Physical security policy templates and audits. Your IT provider should be able to help you create visitor management procedures, USB restriction policies, and network segmentation standards. If your MSP has never raised physical security with you, ask them about it. The cost of a planted device reaching your domain controller is the same whether the attacker gained access through a phishing email or a gig worker with a USB drive.

Security Training Needs to Include Physical Scenarios

Most security awareness training focuses exclusively on digital threats: phishing emails, malicious attachments, credential harvesting websites. That training is essential, but it leaves a gap when the threat is a person standing in your lobby.

Employees should know what to do when an unexpected visitor claims to be from a vendor. The correct response is verification, not confrontation. “Let me check with our IT team to confirm this visit is scheduled” is a complete and professional sentence that stops the majority of physical social engineering attempts.

Training should also cover tailgating, where someone follows an employee through a badge-controlled door without scanning their own badge. In a friendly office culture, holding the door for a stranger feels polite. In a security context, it bypasses your physical access controls entirely. Employees need to understand that asking someone to badge in separately isn’t rude. It’s a basic security practice that protects everyone in the building.

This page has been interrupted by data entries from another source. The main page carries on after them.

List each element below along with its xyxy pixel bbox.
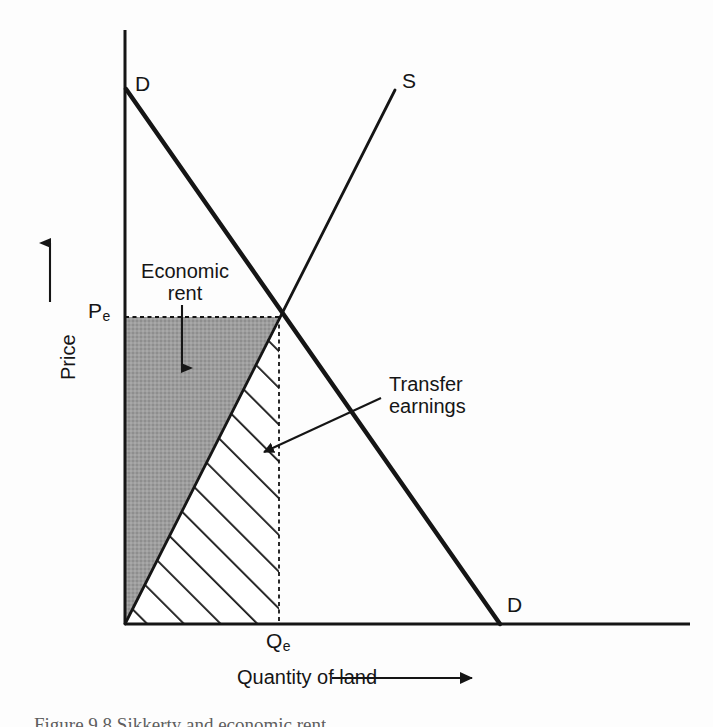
quantity-tick-subscript: e xyxy=(282,638,290,654)
price-tick-letter: P xyxy=(88,299,102,322)
price-axis-title: Price xyxy=(58,334,80,380)
transfer-earnings-annotation: Transfer earnings xyxy=(389,374,489,417)
transfer-earnings-line2: earnings xyxy=(389,396,489,418)
demand-curve-label-end: D xyxy=(507,594,522,617)
quantity-tick-letter: Q xyxy=(266,629,282,652)
economic-rent-annotation: Economic rent xyxy=(137,261,233,304)
price-tick-subscript: e xyxy=(102,308,110,324)
economic-rent-line2: rent xyxy=(137,283,233,305)
transfer-earnings-line1: Transfer xyxy=(389,374,489,396)
supply-demand-diagram xyxy=(0,0,713,727)
economic-rent-line1: Economic xyxy=(137,261,233,283)
figure-caption: Figure 9.8 Sikkerty and economic rent xyxy=(34,714,326,727)
equilibrium-quantity-label: Qe xyxy=(266,630,291,654)
supply-curve-label: S xyxy=(402,70,416,93)
quantity-axis-title: Quantity of land xyxy=(237,667,377,689)
figure-container: D S D Pe Qe Price Quantity of land Econo… xyxy=(0,0,713,727)
demand-curve-label-top: D xyxy=(135,73,150,96)
equilibrium-price-label: Pe xyxy=(88,300,110,324)
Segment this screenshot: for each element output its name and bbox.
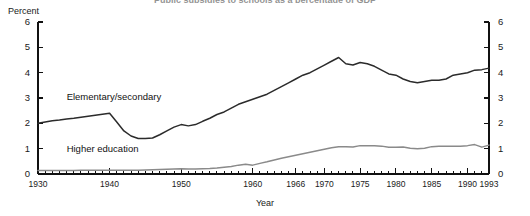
y-tick-label-left: 3 bbox=[14, 93, 30, 102]
x-tick-label: 1950 bbox=[161, 180, 201, 189]
y-tick-label-left: 2 bbox=[14, 118, 30, 127]
x-tick-label: 1980 bbox=[376, 180, 416, 189]
x-tick-label: 1930 bbox=[18, 180, 58, 189]
y-tick-label-right: 0 bbox=[498, 169, 514, 178]
x-tick-label: 1985 bbox=[412, 180, 452, 189]
x-tick-label: 1975 bbox=[340, 180, 380, 189]
y-tick-label-left: 6 bbox=[14, 17, 30, 26]
x-tick-label: 1970 bbox=[304, 180, 344, 189]
series-label: Elementary/secondary bbox=[67, 91, 162, 102]
x-tick-label: 1993 bbox=[469, 180, 509, 189]
x-axis-title: Year bbox=[0, 198, 530, 208]
y-tick-label-right: 2 bbox=[498, 118, 514, 127]
y-tick-label-right: 6 bbox=[498, 17, 514, 26]
y-tick-label-left: 1 bbox=[14, 144, 30, 153]
y-tick-label-right: 1 bbox=[498, 144, 514, 153]
y-tick-label-right: 5 bbox=[498, 42, 514, 51]
y-tick-label-left: 0 bbox=[14, 169, 30, 178]
y-tick-label-left: 4 bbox=[14, 68, 30, 77]
x-tick-label: 1940 bbox=[90, 180, 130, 189]
series-label: Higher education bbox=[67, 143, 139, 154]
y-tick-label-right: 4 bbox=[498, 68, 514, 77]
y-tick-label-right: 3 bbox=[498, 93, 514, 102]
x-tick-label: 1960 bbox=[233, 180, 273, 189]
y-tick-label-left: 5 bbox=[14, 42, 30, 51]
chart-figure: Public subsidies to schools as a percent… bbox=[0, 0, 530, 216]
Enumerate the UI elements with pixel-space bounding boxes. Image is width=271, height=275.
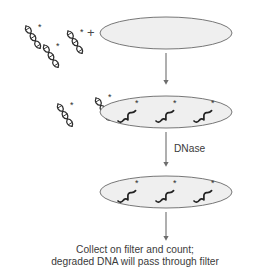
radiolabel-star-icon: * — [56, 41, 60, 51]
radiolabel-star-icon: * — [70, 100, 74, 110]
stage-2-bound: * * * * * — [56, 92, 232, 128]
caption-line-2: degraded DNA will pass through filter — [51, 256, 219, 267]
radiolabel-star-icon: * — [211, 178, 215, 188]
stage-3-digested: * * * — [100, 176, 232, 208]
filter-binding-assay-diagram: * * * + * * — [0, 0, 271, 275]
enzyme-label: DNase — [174, 143, 205, 154]
figure-root: * * * + * * — [0, 0, 271, 275]
radiolabel-star-icon: * — [211, 98, 215, 108]
stage-1-mixing: * * * + — [24, 17, 232, 69]
radiolabel-star-icon: * — [173, 178, 177, 188]
radiolabel-star-icon: * — [80, 27, 84, 37]
radiolabel-star-icon: * — [173, 98, 177, 108]
vessel-stage-1 — [100, 17, 232, 49]
radiolabel-star-icon: * — [38, 22, 42, 32]
radiolabel-star-icon: * — [108, 92, 112, 102]
plus-sign: + — [87, 25, 95, 40]
radiolabel-star-icon: * — [135, 178, 139, 188]
radiolabel-star-icon: * — [135, 98, 139, 108]
caption-line-1: Collect on filter and count; — [76, 244, 194, 255]
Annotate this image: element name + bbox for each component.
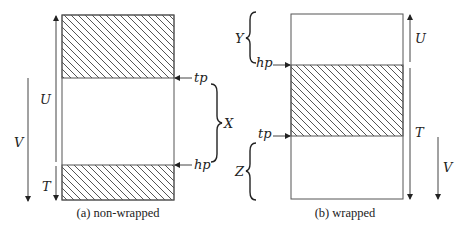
label-x-a: X — [223, 116, 234, 131]
caption-b: (b) wrapped — [315, 206, 376, 220]
label-v-a: V — [14, 135, 25, 150]
hatched-region-middle-b — [291, 65, 403, 136]
label-z-b: Z — [234, 164, 245, 179]
brace-x-a — [211, 84, 222, 162]
label-hp-a: hp — [194, 157, 211, 172]
brace-y-b — [246, 12, 256, 63]
brace-z-b — [246, 143, 256, 200]
diagram-canvas: U V T tp hp X (a) non-wrapped U T V Y hp — [0, 0, 468, 232]
panel-a-non-wrapped: U V T tp hp X (a) non-wrapped — [14, 15, 234, 220]
label-t-b: T — [415, 125, 425, 140]
hatched-region-top-a — [62, 15, 174, 78]
label-y-b: Y — [235, 31, 245, 46]
label-tp-b: tp — [258, 126, 272, 141]
label-tp-a: tp — [194, 70, 208, 85]
hatched-region-bottom-a — [62, 165, 174, 200]
label-v-b: V — [443, 160, 454, 175]
label-t-a: T — [42, 179, 52, 194]
label-hp-b: hp — [256, 55, 273, 70]
panel-b-wrapped: U T V Y hp tp Z (b) wrapped — [234, 12, 454, 220]
label-u-a: U — [40, 92, 52, 107]
label-u-b: U — [415, 31, 427, 46]
caption-a: (a) non-wrapped — [77, 206, 161, 220]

Office managers and front desk staff deserve specific training on pretexting, the technique of creating a fabricated scenario to justify access. “I’m from Comcast, here to check the line” or “The property management company sent me to inspect the HVAC” are common pretexts that work because they sound boring and routine. Staff who control physical access should verify every unscheduled visit with the relevant internal contact before granting entry.

The insider recruitment trends we covered previously show that threat actors are getting better at appearing legitimate. That applies to gig workers carrying official-looking work orders just as much as it applies to phishing emails with correct branding. Your training program should treat physical and digital social engineering as two sides of the same problem.

Need Help With Physical Security Controls?

Our team can help you assess physical access gaps, deploy USB restrictions, and build visitor management procedures that stop infiltration attempts.

Get a Free Assessment

Five Things to Do This Week

You don’t need to overhaul your entire security program. These five actions address the specific threat of gig-worker infiltration and can be completed within days.

  1. Audit your visitor sign-in process. Walk through your own front door as if you were a stranger. How far could you get without showing ID or being verified? If the answer is “all the way to the server room,” fix that first.

  2. Lock down USB ports on workstations and servers. Ask your IT team or managed IT provider to deploy a group policy or endpoint management rule that disables USB mass storage. This takes less than an hour to configure and immediately eliminates one of the primary device-planting vectors.

  3. Verify that server rooms and network closets require badge access. If your network infrastructure is behind an unlocked door, anyone with physical access to the building can plant a device. A badge reader on one door costs a fraction of what a ransomware incident costs.

  4. Confirm your network is segmented. Ask your IT provider whether network jacks in conference rooms, lobbies, and guest areas connect to isolated VLANs. If everything runs on a flat network, a device plugged into any port has a potential path to your most sensitive systems.

  5. Brief your front desk and office managers. A five-minute conversation is enough: if someone shows up claiming to be from a vendor and the visit wasn’t scheduled, verify before granting access. No exceptions, no matter how legitimate the visitor appears.

Physical security is now a cybersecurity issue. The threat actors who can’t get past your digital defenses are hiring people to walk around them. The controls that stop this are straightforward, inexpensive, and largely about process rather than technology. Implement them before someone plants a device in your server room, not after.